*The problem*.
Could you transcribe every record below exactly as written, leaving out any pictures?
----
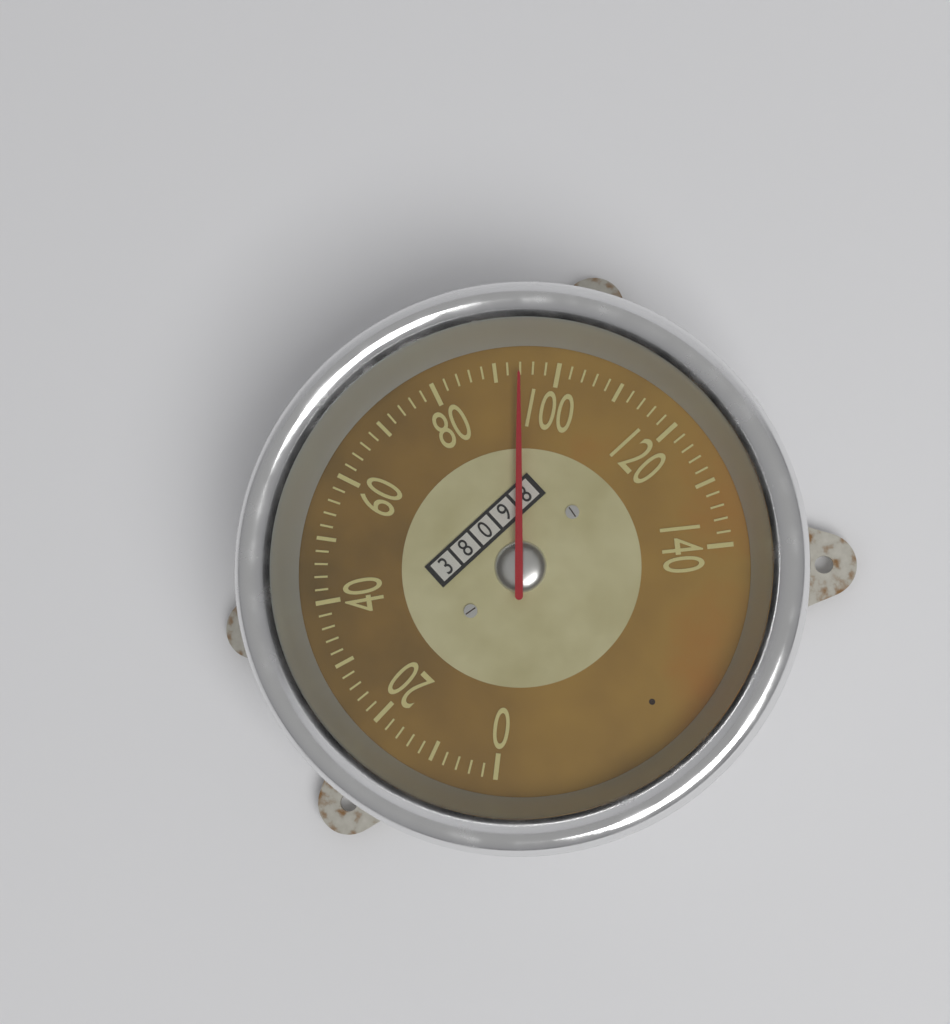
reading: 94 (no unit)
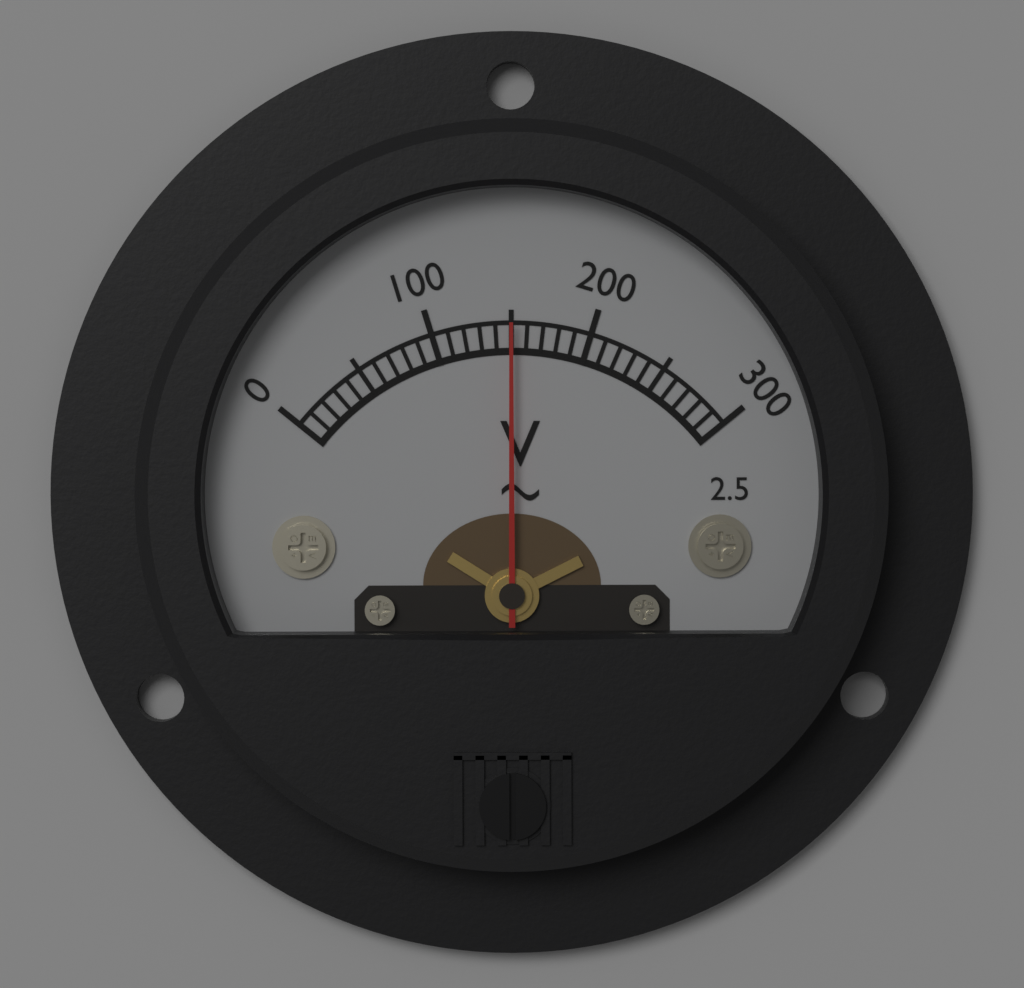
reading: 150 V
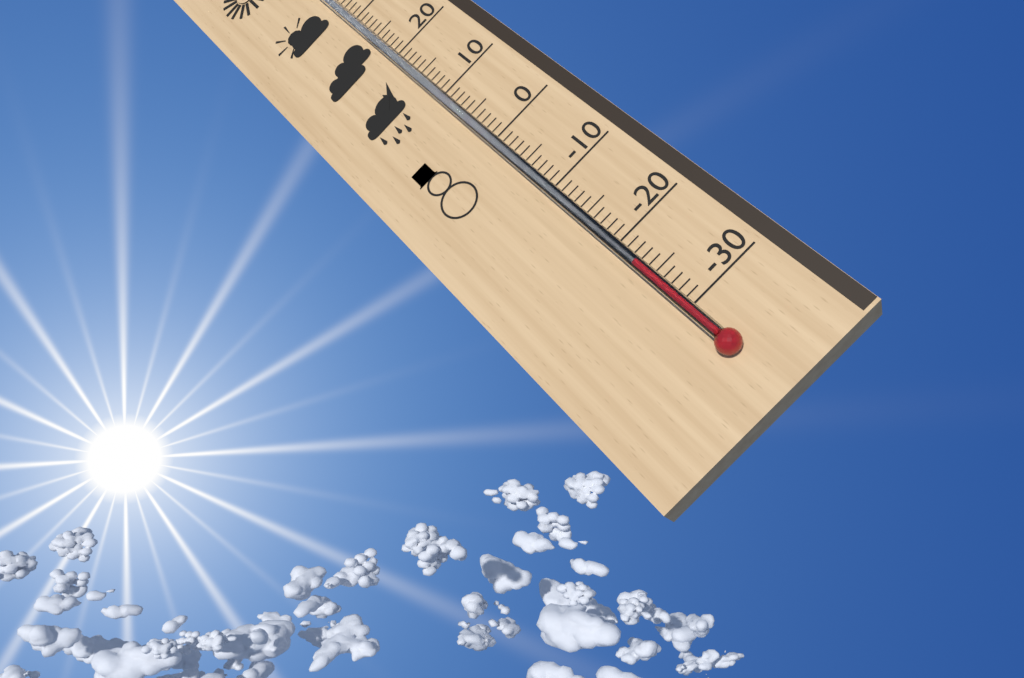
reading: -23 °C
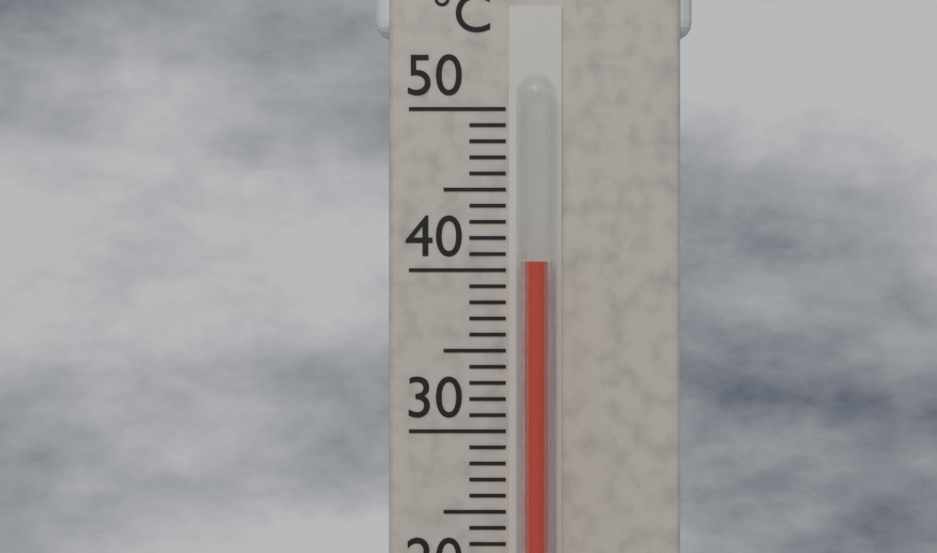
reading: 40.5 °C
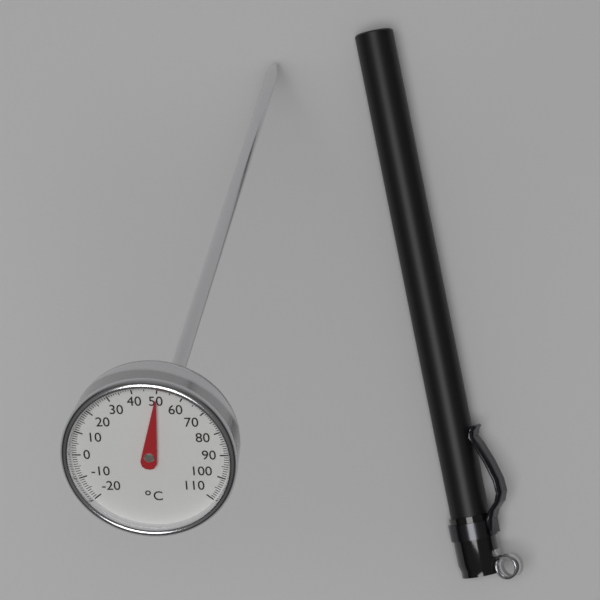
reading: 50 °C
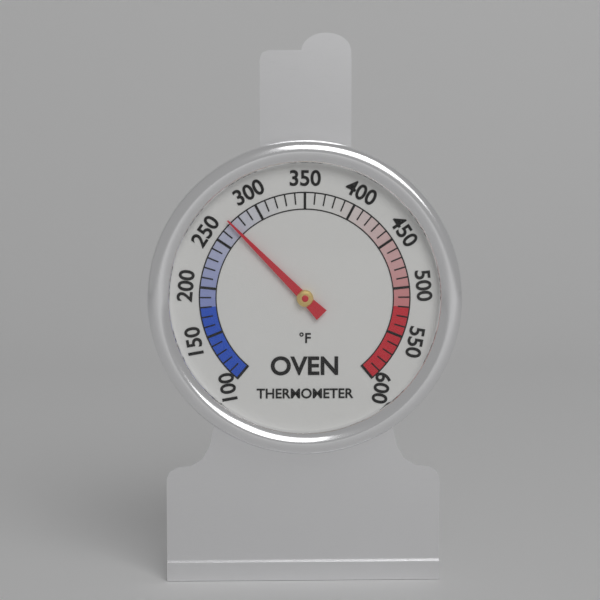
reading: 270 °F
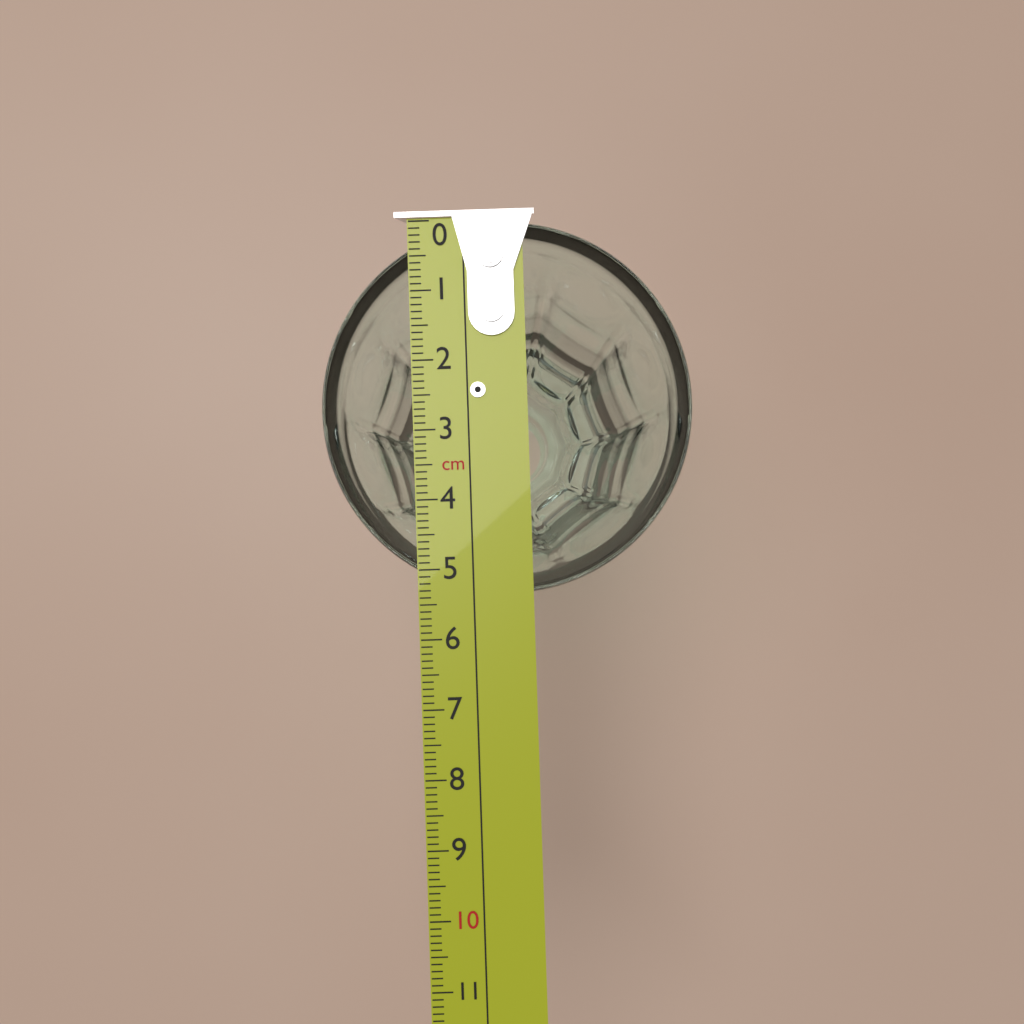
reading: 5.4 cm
----
*Exercise solution*.
reading: 94 (no unit)
reading: 150 V
reading: -23 °C
reading: 40.5 °C
reading: 50 °C
reading: 270 °F
reading: 5.4 cm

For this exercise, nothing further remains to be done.